STEREOPHILE
Dmitri Matheny Starlight Cafe
CD Review by Thomas Conrad
December 1998
Dmitri Matheny, flugelhorn; Darrell Grant, Piano; Bill Douglass, bass
Monarch MR1018 (CD). 1998. Dmitri Matheny, prod.; Brian Walker, eng. TT: 59:08
Performance 4-1/2 stars (out of 5)
Sonics 4 1/2 stars (out of 5)
What good are record reviewers if you can’t count on them for the occasional hot tip? Stay with me. I’m about to deliver.
In jazz, “pretty” is almost never a compliment. Jazz should slap you awake or validate your soul stirrings or break your heart or take you to the promised land, or all of the above at once. “Pretty” doesn’t get you there. Starlight Cafe is therefore a rarity: a jazz recording that is extravagantly, un-ashamedly, irrestibly pretty, and that takes enough risks to qualify as jazz.
Never heard of Dmitri Matheny? Neither had I. With that name, you figure he’s from some place east of St. Petersburg. Turns out it’s Tucson. Like every jazz musician worthy of the name, Dmitri Matheny hears something all his own. For Starlight Cafe, he hears a gathering of nocturnes that find a rapt late-night moodspace and stay there. He plays evanescent songs that beautifully fit his intention, like “Stardust” and “Corcovado” and “When You Wish Upon a Star.” But even when he varies the tone with more extroverted originals like “Geneva,” he does not break the atmosphere. One reason is his instrumental sound: lambent, poignant with human breath, a spirit voice that compels attention even when it whispers. Another reason is his drummerless ensemble. Pianist Darrell Grant and bassist Bill Douglass are intense listeners who sometimes anticipate and instantly echo Matheny’s spontaneous ideas, and sometimes string counterlines in his path. The three are always weaving one fabric.
Dmitri Matheny. Starlight Cafe. Now you know.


> **Directions for this task**: If a line in the data contains "chart", copy it out.

> **Excerpted records**:
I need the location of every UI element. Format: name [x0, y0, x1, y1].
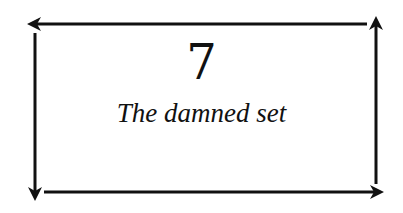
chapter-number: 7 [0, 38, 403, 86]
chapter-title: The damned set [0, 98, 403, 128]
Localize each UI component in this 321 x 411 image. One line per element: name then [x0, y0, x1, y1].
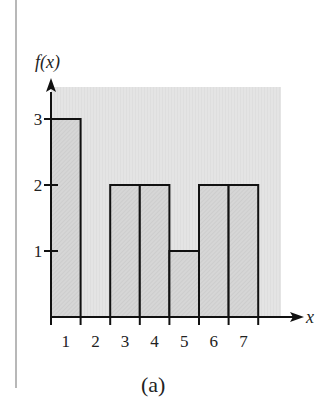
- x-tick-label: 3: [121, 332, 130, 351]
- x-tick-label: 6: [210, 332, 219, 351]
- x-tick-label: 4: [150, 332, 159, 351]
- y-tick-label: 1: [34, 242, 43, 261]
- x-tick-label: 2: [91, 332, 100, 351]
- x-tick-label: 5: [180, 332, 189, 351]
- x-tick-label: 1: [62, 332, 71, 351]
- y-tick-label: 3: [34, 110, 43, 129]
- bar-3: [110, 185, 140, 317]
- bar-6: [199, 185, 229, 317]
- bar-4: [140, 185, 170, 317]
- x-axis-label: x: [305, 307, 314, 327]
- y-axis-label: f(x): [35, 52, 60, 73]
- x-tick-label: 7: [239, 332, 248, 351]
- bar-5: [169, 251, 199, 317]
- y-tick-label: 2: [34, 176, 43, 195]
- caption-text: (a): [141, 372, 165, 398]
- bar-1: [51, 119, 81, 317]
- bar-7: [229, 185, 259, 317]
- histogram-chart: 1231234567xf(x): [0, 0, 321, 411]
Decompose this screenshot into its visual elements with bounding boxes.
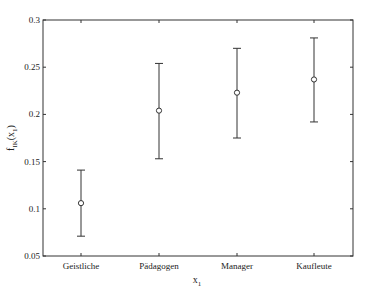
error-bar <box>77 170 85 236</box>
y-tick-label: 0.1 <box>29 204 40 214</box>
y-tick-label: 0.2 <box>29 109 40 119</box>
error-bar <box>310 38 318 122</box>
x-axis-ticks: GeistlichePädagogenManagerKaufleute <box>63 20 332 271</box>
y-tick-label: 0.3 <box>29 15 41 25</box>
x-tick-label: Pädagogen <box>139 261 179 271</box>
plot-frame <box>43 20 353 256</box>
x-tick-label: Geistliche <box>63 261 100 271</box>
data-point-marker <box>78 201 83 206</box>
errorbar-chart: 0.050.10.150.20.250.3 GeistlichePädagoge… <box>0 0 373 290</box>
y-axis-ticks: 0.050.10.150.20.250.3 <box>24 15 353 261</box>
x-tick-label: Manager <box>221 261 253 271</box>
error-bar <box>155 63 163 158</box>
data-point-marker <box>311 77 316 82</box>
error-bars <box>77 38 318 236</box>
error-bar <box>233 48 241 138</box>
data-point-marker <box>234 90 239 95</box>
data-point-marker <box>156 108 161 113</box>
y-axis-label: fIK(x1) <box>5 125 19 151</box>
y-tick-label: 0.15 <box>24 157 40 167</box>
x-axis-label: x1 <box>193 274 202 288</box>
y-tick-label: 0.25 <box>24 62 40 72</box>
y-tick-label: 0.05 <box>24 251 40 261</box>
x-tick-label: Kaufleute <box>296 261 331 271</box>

--

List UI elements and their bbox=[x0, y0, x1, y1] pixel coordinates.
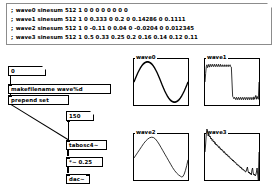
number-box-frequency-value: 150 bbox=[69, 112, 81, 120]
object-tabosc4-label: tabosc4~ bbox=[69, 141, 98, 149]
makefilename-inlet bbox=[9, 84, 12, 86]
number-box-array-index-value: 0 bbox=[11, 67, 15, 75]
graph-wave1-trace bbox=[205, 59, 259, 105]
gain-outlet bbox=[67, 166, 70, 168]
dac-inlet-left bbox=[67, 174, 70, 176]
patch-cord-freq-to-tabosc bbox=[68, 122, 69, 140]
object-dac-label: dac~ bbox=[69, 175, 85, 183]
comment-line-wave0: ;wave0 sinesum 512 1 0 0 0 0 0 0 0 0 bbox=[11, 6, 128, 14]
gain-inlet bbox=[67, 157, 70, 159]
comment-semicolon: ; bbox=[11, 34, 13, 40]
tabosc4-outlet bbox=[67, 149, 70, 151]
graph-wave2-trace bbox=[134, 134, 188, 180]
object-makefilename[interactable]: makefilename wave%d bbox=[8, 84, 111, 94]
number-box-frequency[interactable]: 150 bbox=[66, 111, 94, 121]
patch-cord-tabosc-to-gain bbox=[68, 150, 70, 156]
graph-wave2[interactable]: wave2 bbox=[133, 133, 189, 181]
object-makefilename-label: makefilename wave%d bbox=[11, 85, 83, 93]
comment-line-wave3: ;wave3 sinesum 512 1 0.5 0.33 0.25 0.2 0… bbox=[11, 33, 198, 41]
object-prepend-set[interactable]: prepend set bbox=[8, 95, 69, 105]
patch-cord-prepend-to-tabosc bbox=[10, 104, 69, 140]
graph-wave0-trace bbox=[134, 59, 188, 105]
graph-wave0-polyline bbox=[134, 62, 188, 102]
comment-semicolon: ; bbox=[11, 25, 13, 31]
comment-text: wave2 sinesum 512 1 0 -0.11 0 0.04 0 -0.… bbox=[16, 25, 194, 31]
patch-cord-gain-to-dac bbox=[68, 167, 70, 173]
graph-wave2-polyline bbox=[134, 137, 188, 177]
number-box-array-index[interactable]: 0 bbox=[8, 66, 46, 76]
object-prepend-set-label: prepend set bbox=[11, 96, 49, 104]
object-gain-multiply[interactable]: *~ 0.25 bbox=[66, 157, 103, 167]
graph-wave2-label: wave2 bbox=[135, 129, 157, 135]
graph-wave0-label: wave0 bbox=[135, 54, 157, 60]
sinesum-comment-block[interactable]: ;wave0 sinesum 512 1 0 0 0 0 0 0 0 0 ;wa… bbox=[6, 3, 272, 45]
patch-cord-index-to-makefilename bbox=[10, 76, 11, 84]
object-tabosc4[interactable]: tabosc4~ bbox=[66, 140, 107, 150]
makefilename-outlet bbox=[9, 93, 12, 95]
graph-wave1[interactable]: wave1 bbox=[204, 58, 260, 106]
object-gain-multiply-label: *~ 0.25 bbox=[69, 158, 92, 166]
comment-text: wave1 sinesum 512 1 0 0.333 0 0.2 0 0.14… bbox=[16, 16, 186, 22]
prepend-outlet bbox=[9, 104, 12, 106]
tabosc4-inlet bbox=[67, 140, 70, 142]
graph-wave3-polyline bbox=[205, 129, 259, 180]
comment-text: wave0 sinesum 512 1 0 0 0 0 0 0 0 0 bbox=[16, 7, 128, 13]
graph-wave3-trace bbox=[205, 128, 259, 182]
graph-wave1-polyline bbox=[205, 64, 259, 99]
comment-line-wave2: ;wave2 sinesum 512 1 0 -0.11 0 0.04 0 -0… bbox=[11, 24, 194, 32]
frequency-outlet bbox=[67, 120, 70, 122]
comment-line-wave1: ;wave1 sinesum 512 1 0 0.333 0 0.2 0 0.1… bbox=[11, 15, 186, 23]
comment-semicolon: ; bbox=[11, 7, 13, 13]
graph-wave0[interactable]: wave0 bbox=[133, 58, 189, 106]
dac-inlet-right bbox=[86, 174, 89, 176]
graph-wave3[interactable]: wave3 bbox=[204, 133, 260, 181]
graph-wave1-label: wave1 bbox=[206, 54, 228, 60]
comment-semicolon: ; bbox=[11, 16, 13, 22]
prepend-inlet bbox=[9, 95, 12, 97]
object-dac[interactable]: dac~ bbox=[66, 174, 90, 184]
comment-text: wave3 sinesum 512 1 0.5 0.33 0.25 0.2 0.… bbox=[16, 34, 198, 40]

> **Expected output**:
- histogram-chart: 1231234567xf(x): [0, 0, 321, 411]
errorbar-chart: 0.050.10.150.20.250.3 GeistlichePädagoge… <box>0 0 373 290</box>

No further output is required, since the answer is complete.